Living with equity in this small world from which we come and in which we live
Sofiane Merabet
‘Where are you from?’ is the question I've been asked ever since I was old enough to be able to respond to the multiple queries I've been subjected to throughout my life as the child of a white mother and a black father.
From the age of five when I started primary school, the question as such always unsettled me a little. Accordingly, responding to it had never really been easy for me. The usual perplexity of my facial expression often reinforced the doubts that certain people, children or adults, had about me. If I wasn’t able to answer this simple question, what did this inability reveal about my identity? Did I have something to hide? These were the questions, which people asked or thought about, that made me susceptible to their suspicions.
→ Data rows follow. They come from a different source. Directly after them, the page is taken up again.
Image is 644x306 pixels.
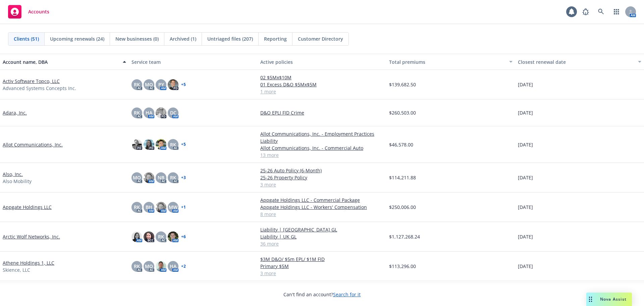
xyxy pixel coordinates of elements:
[134,81,140,88] span: RK
[389,141,414,148] span: $46,578.00
[260,74,384,81] a: 02 $5Mx$10M
[389,263,416,270] span: $113,296.00
[260,59,384,65] div: Active policies
[260,174,384,181] a: 25-26 Property Policy
[158,233,164,240] span: RK
[2,85,76,92] span: Advanced Systems Concepts Inc.
[610,5,623,19] a: Switch app
[260,145,384,152] a: Allot Communications, Inc. - Commercial Auto
[260,181,384,188] a: 3 more
[260,270,384,277] a: 3 more
[156,261,167,272] img: photo
[283,291,361,298] span: Can't find an account?
[14,35,39,42] span: Clients (51)
[387,54,515,70] button: Total premiums
[156,108,167,118] img: photo
[170,35,196,42] span: Archived (1)
[181,143,186,147] a: + 5
[28,9,49,14] span: Accounts
[260,263,384,270] a: Primary $5M
[587,293,632,306] button: Nova Assist
[134,263,140,270] span: RK
[260,167,384,174] a: 25-26 Auto Policy (6-Month)
[207,35,253,42] span: Untriaged files (207)
[50,35,104,42] span: Upcoming renewals (24)
[2,233,60,240] a: Arctic Wolf Networks, Inc.
[518,263,533,270] span: [DATE]
[132,232,142,242] img: photo
[518,174,533,181] span: [DATE]
[518,141,533,148] span: [DATE]
[158,81,164,88] span: PY
[133,174,141,181] span: MQ
[170,174,176,181] span: RK
[518,109,533,116] span: [DATE]
[258,54,387,70] button: Active policies
[170,109,176,116] span: DC
[2,59,119,65] div: Account name, DBA
[181,83,186,87] a: + 5
[2,267,30,274] span: Skience, LLC
[145,109,152,116] span: HA
[143,172,154,183] img: photo
[260,152,384,158] a: 13 more
[2,259,55,267] a: Athene Holdings 1, LLC
[181,235,186,239] a: + 6
[260,256,384,263] a: $3M D&O/ $5m EPL/ $1M FID
[260,204,384,211] a: Appgate Holdings LLC - Workers' Compensation
[260,233,384,240] a: Liability | UK GL
[143,139,154,150] img: photo
[600,296,627,302] span: Nova Assist
[594,5,608,19] a: Search
[170,263,176,270] span: HA
[518,81,533,88] span: [DATE]
[170,141,176,148] span: RK
[333,291,361,298] a: Search for it
[132,139,142,150] img: photo
[2,141,63,148] a: Allot Communications, Inc.
[518,59,634,65] div: Closest renewal date
[260,109,384,116] a: D&O EPLI FID Crime
[134,109,140,116] span: RK
[260,130,384,145] a: Allot Communications, Inc. - Employment Practices Liability
[158,174,165,181] span: NB
[518,204,533,211] span: [DATE]
[579,5,592,19] a: Report a Bug
[260,88,384,95] a: 1 more
[389,81,416,88] span: $139,682.50
[168,232,178,242] img: photo
[260,81,384,88] a: 01 Excess D&O $5Mx$5M
[145,204,152,211] span: BH
[145,263,153,270] span: MQ
[389,59,505,65] div: Total premiums
[260,211,384,218] a: 8 more
[298,35,343,42] span: Customer Directory
[115,35,159,42] span: New businesses (0)
[2,109,27,116] a: Adara, Inc.
[2,78,60,85] a: Activ Software Topco, LLC
[132,59,255,65] div: Service team
[587,293,595,306] div: Drag to move
[2,204,52,211] a: Appgate Holdings LLC
[181,176,186,180] a: + 3
[143,232,154,242] img: photo
[2,171,23,178] a: Also, Inc.
[518,233,533,240] span: [DATE]
[134,204,140,211] span: RK
[156,139,167,150] img: photo
[181,265,186,269] a: + 2
[389,204,416,211] span: $250,006.00
[2,178,31,185] span: Also Mobility
[168,79,178,90] img: photo
[260,240,384,247] a: 36 more
[181,205,186,210] a: + 1
[145,81,153,88] span: MQ
[264,35,287,42] span: Reporting
[389,174,416,181] span: $114,211.88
When I was in primary school, I had not yet mastered all the discursive constructs that I had to learn over the years as I pivoted between several languages, several cultures, several educational systems and, therefore, several ways of apprehending people’s desire to determine clear origins. The indelible question ‘Where are you from?’ was the undisputed symbol of this. Much later, as a young adult and having travelled the continents by leaving a large part of myself in the lands of Europe, North Africa, the Middle East and the Americas, I realised that these lands were subject to naming practices that were similar to the classificatory obsessions regarding individual and collective identities that I had previously experienced. They were merely conventions imposed by a history of continuous colonial hegemonies. However, a second question was quickly added to the first.
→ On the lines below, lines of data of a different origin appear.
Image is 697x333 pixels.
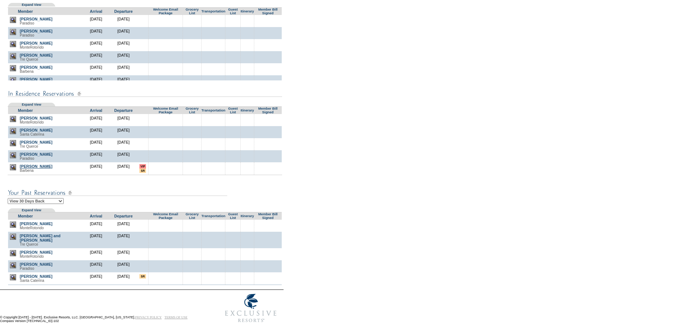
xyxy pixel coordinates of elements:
td: [DATE] [110,114,137,126]
img: view [10,77,16,83]
img: view [10,140,16,146]
a: [PERSON_NAME] [20,29,52,33]
a: Welcome Email Package [153,213,178,220]
td: [DATE] [110,272,137,285]
a: Member Bill Signed [258,107,278,114]
a: [PERSON_NAME] [20,250,52,255]
td: [DATE] [82,114,110,126]
a: Guest List [228,8,237,15]
img: view [10,53,16,59]
td: [DATE] [110,260,137,272]
td: [DATE] [82,75,110,87]
img: view [10,222,16,228]
img: subTtlConPastRes.gif [8,188,227,198]
td: [DATE] [82,220,110,232]
td: [DATE] [110,126,137,138]
td: [DATE] [82,126,110,138]
td: [DATE] [110,39,137,51]
a: Arrival [90,9,102,14]
td: [DATE] [82,260,110,272]
img: blank.gif [213,77,214,78]
img: blank.gif [165,152,166,153]
a: Member Bill Signed [258,8,278,15]
span: MonteRotondo [20,45,44,49]
a: Guest List [228,107,237,114]
img: blank.gif [213,250,214,251]
img: view [10,262,16,268]
img: view [10,164,16,170]
a: Transportation [202,214,225,218]
a: Arrival [90,214,102,218]
td: [DATE] [82,15,110,27]
a: Grocery List [185,8,199,15]
span: Santa Caterina [20,132,44,136]
a: [PERSON_NAME] [20,77,52,82]
a: [PERSON_NAME] [20,65,52,69]
span: Paradiso [20,21,34,25]
td: [DATE] [110,220,137,232]
a: Expand View [22,3,41,7]
span: Tre Querce [20,144,38,148]
a: Arrival [90,108,102,113]
img: blank.gif [165,164,166,165]
input: There are special requests for this reservation! [139,274,146,279]
a: Member [18,108,33,113]
img: blank.gif [165,274,166,275]
img: blank.gif [213,262,214,263]
img: blank.gif [213,274,214,275]
a: Member [18,9,33,14]
a: TERMS OF USE [165,316,188,319]
td: [DATE] [82,39,110,51]
span: Paradiso [20,33,34,37]
a: [PERSON_NAME] [20,164,52,169]
a: Member Bill Signed [258,213,278,220]
span: Santa Caterina [20,279,44,283]
td: [DATE] [110,232,137,248]
span: Paradiso [20,157,34,161]
td: [DATE] [110,75,137,87]
td: [DATE] [110,285,137,297]
img: view [10,250,16,256]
‘Where do you live?’ soon became a test I had to pass. Depending on the place, the meaning of the question changed. But this meaning was always attached to social concepts based on attributes of difference and, therefore, of hierarchy that included some and excluded others. Yet what does it mean ‘to live’ beyond the relationship that this verb has with the adverb ‘where,’ which together consistently question us about the place of our existence? Is it an assessment of exactly where we are in a space governed by socio-racial, linguistic and gender segregation, or is it rather an assumption aimed to determine the authenticity of the person under scrutiny? Or is it simply a scathing combination of the two, the quality of which is to accommodate the powers ‘in place’ in order to satisfy the desires to classify that some people have, and the wish upheld by others to maintain the various structures of domination?
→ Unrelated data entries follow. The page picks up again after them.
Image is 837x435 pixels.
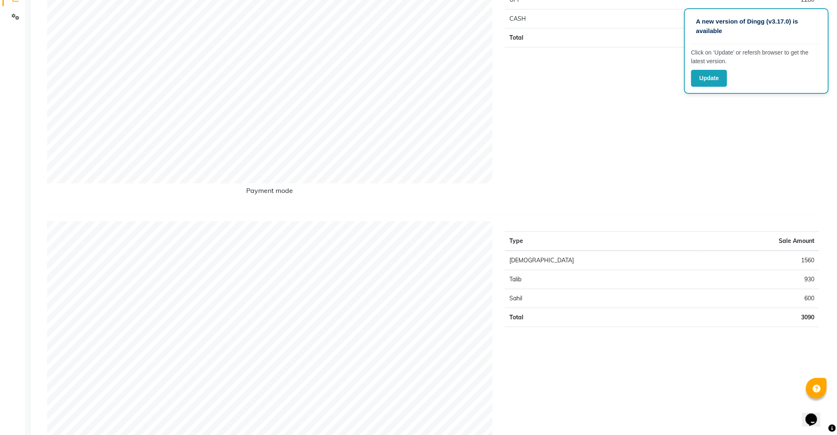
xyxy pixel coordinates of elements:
[696,17,816,36] p: A new version of Dingg (v3.17.0) is available
[47,187,492,198] h6: Payment mode
[620,9,819,28] td: 810
[699,270,819,289] td: 930
[691,48,821,66] p: Click on ‘Update’ or refersh browser to get the latest version.
[505,9,620,28] td: CASH
[802,402,828,427] iframe: chat widget
[505,289,700,308] td: Sahil
[699,289,819,308] td: 600
[699,251,819,270] td: 1560
[505,308,700,327] td: Total
[620,28,819,47] td: 3090
[699,232,819,251] th: Sale Amount
[699,308,819,327] td: 3090
[691,70,727,87] button: Update
[505,28,620,47] td: Total
[505,251,700,270] td: [DEMOGRAPHIC_DATA]
[505,232,700,251] th: Type
[505,270,700,289] td: Talib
To live in a certain neighbourhood, village, town or country marks us in the eyes of others, if not in our own eyes, which all too often remain dependent on the gaze of those around us. Not only are we expected ‘to be from’ somewhere specific, but we are also expected ‘to live’ in a certain place, and this in a certain way. But what would it mean for us to ‘inhabit a place in a different way’, to claim it as our own, even if we happen to share it with many of our neighbours? The answer to this question is undoubtedly complicated because it has to do with the ‘right of place,’ which frequently comes up against the opposition from those who demand it for themselves while categorically denying it to others. Yet it is only collectively that we can inhabit with equity this small world from which we come and in which we live. Together we will be able to engage this world ‘differently’ and move forward when it comes to ‘inhabiting the world with difference’, that is to say with all our critical spirit vigorously defying the bigotries that happen to also always be part of this same world.